I also find the idea of the animatronics’ being outdated as a reason to phase them out to be a bit disingenuous.  Yes, the animatronics at many of their locations are more than 30 years old.  That’s because they failed to invest in their shows, and didn’t upgrade the bots to keep the show new and fresh.  The last major upgrade that many of the shows received was in the early 1990s, when the stages were reconfigured to the Munch’s Make Believe Band design.  That was more than 25 years ago.  It’s stale, and it’s because they didn’t bother to keep it updated it over the years like they should have.  Additionally, over the years, they have cut these older shows back, as the former ShowBiz stages that were converted had a “Junior Munch” character on center stage in the front, a building and moon animatronic in the background of center stage, and a camera animatronic on stage left.  Most if not all of those pieces are now either removed or otherwise no longer in use, making the show just a little less interesting.

It is possible to do good animatronics and keep it fresh and relevant, as long as you choose to do so.  Back in the 1980s, Creative Engineering, which makes The Rock-afire Explosion, was doing exactly that:

That animatronic was a tremendous upgrade from the Mitzi that was in ShowBiz restaurants at that time, which could only tilt at the hip and move the arms up and down.  Unfortunately, though, I don’t believe that this animatronic ever made it to an actual restaurant.

Likewise, look at the movements of the characters on the second generation version of The Rock-afire Explosion:

This has way more movement than the original version of the show that you saw at ShowBiz Pizza Place.  My only complaints about the newer show have nothing to do with the animation, but rather about the arrangement of the characters, and the complete lack of Rolfe and Earl.  Imagine what it might look like if development had continued to the present day.

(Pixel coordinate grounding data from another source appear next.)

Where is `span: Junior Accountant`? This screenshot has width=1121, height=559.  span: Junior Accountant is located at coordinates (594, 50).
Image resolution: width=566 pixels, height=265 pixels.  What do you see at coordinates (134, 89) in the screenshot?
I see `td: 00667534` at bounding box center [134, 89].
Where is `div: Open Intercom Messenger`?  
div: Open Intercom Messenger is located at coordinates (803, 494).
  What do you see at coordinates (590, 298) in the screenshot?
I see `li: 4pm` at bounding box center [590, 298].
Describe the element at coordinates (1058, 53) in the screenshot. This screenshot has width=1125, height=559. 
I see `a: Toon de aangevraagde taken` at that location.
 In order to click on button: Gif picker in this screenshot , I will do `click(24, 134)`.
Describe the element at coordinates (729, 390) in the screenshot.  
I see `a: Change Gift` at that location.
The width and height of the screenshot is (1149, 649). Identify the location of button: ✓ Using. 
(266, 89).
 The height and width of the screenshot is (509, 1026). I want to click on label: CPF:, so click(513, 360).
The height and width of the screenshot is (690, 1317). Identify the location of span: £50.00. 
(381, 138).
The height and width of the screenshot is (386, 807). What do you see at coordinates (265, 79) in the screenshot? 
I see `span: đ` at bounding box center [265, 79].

Bottom line is that it is possible to keep things fresh and interesting with the proper investment, which CEC Entertainment failed to do.  Of course, in an alternative future where they had kept the Rock-afire characters and converted all of the Chuck E. Cheese locations to ShowBiz Pizza Place instead of the other way around and ditching the Chuck E. Cheese characters, I imagine that The Rock-afire Explosion would have eventually been bastardized and cheapened just like they did with their in-house show.  Imagine the “Studio C” concept with Billy Bob, and all of the Rock-afire characters as puppets.  No.  Just no.

Of course, even without investing in new hardware, the effort that the company used to put into the animatronics just isn’t there anymore.  Look at this animation from when Munch’s Make Believe Band was new:

Compare this to recent animation on the same sort of hardware:

The characters seem stiffer, and move less, which makes suspension of disbelief a lot harder.  And these are the good animatronics, too, and not the swiveling Cyberamic characters.

So all in all, if CEC Entertainment is unwilling to properly invest in a show, then I’m fine with their doing away with the animatronics once and for all.  The animatronic shows, which were what set them apart from everyone else, are only an outdated concept because they let their shows become outdated.  Live shows just don’t capture the fun of the animatronic show.  After all, if I want a restaurant with an arcade, I can go to Dave & Buster’s, and truth be told, I do go over there every few months.  The food is better there, too.  Without the show, Chuck E. Cheese will not be missed.